Items from a data source
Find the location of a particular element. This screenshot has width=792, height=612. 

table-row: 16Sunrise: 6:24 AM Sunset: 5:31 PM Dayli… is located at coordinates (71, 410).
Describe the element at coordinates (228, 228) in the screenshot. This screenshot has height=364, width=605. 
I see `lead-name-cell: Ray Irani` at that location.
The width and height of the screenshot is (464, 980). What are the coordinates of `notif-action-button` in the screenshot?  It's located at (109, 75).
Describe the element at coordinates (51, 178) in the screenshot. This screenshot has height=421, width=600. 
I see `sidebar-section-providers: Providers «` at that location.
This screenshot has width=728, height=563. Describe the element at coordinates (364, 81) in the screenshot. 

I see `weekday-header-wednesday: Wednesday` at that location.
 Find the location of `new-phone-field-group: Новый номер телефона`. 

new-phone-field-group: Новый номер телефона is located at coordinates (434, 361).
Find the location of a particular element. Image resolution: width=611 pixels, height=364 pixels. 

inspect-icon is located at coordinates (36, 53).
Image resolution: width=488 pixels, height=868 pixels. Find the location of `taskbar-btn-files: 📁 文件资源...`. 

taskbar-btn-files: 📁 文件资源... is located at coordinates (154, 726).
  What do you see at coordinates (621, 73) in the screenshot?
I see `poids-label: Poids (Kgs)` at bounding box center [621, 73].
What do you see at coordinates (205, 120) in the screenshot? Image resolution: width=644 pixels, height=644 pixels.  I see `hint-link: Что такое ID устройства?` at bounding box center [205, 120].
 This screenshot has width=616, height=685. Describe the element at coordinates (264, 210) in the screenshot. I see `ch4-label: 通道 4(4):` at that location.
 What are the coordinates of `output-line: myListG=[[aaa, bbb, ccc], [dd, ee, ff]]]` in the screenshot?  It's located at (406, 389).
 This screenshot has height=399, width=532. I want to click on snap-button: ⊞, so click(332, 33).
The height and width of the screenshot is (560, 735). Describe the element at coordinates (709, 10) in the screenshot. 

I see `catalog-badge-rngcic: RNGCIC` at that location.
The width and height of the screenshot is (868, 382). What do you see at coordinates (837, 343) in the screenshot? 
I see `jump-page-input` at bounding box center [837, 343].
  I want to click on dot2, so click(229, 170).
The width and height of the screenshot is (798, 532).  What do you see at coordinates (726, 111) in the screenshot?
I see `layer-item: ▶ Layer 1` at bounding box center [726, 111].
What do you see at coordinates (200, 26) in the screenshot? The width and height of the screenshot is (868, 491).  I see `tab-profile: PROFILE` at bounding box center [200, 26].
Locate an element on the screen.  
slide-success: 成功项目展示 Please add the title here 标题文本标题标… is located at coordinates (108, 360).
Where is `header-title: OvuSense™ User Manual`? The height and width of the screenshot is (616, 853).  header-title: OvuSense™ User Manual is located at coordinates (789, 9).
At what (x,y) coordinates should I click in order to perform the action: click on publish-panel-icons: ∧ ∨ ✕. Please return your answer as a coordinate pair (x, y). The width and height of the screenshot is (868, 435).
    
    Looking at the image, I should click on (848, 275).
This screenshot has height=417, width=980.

### Exercise description
Each record above needs to be given again exactly as written.

### Reply
Find the location of a particular element. This screenshot has width=792, height=612. 

table-row: 16Sunrise: 6:24 AM Sunset: 5:31 PM Dayli… is located at coordinates (71, 410).
Describe the element at coordinates (228, 228) in the screenshot. This screenshot has height=364, width=605. 
I see `lead-name-cell: Ray Irani` at that location.
The width and height of the screenshot is (464, 980). What are the coordinates of `notif-action-button` in the screenshot?  It's located at (109, 75).
Describe the element at coordinates (51, 178) in the screenshot. This screenshot has height=421, width=600. 
I see `sidebar-section-providers: Providers «` at that location.
This screenshot has width=728, height=563. Describe the element at coordinates (364, 81) in the screenshot. 

I see `weekday-header-wednesday: Wednesday` at that location.
 Find the location of `new-phone-field-group: Новый номер телефона`. 

new-phone-field-group: Новый номер телефона is located at coordinates (434, 361).
Find the location of a particular element. Image resolution: width=611 pixels, height=364 pixels. 

inspect-icon is located at coordinates (36, 53).
Image resolution: width=488 pixels, height=868 pixels. Find the location of `taskbar-btn-files: 📁 文件资源...`. 

taskbar-btn-files: 📁 文件资源... is located at coordinates (154, 726).
  What do you see at coordinates (621, 73) in the screenshot?
I see `poids-label: Poids (Kgs)` at bounding box center [621, 73].
What do you see at coordinates (205, 120) in the screenshot? Image resolution: width=644 pixels, height=644 pixels.  I see `hint-link: Что такое ID устройства?` at bounding box center [205, 120].
 This screenshot has width=616, height=685. Describe the element at coordinates (264, 210) in the screenshot. I see `ch4-label: 通道 4(4):` at that location.
 What are the coordinates of `output-line: myListG=[[aaa, bbb, ccc], [dd, ee, ff]]]` in the screenshot?  It's located at (406, 389).
 This screenshot has height=399, width=532. I want to click on snap-button: ⊞, so click(332, 33).
The height and width of the screenshot is (560, 735). Describe the element at coordinates (709, 10) in the screenshot. 

I see `catalog-badge-rngcic: RNGCIC` at that location.
The width and height of the screenshot is (868, 382). What do you see at coordinates (837, 343) in the screenshot? 
I see `jump-page-input` at bounding box center [837, 343].
  I want to click on dot2, so click(229, 170).
The width and height of the screenshot is (798, 532).  What do you see at coordinates (726, 111) in the screenshot?
I see `layer-item: ▶ Layer 1` at bounding box center [726, 111].
What do you see at coordinates (200, 26) in the screenshot? The width and height of the screenshot is (868, 491).  I see `tab-profile: PROFILE` at bounding box center [200, 26].
Locate an element on the screen.  
slide-success: 成功项目展示 Please add the title here 标题文本标题标… is located at coordinates (108, 360).
Where is `header-title: OvuSense™ User Manual`? The height and width of the screenshot is (616, 853).  header-title: OvuSense™ User Manual is located at coordinates (789, 9).
At what (x,y) coordinates should I click in order to perform the action: click on publish-panel-icons: ∧ ∨ ✕. Please return your answer as a coordinate pair (x, y). The width and height of the screenshot is (868, 435).
    
    Looking at the image, I should click on (848, 275).
This screenshot has height=417, width=980.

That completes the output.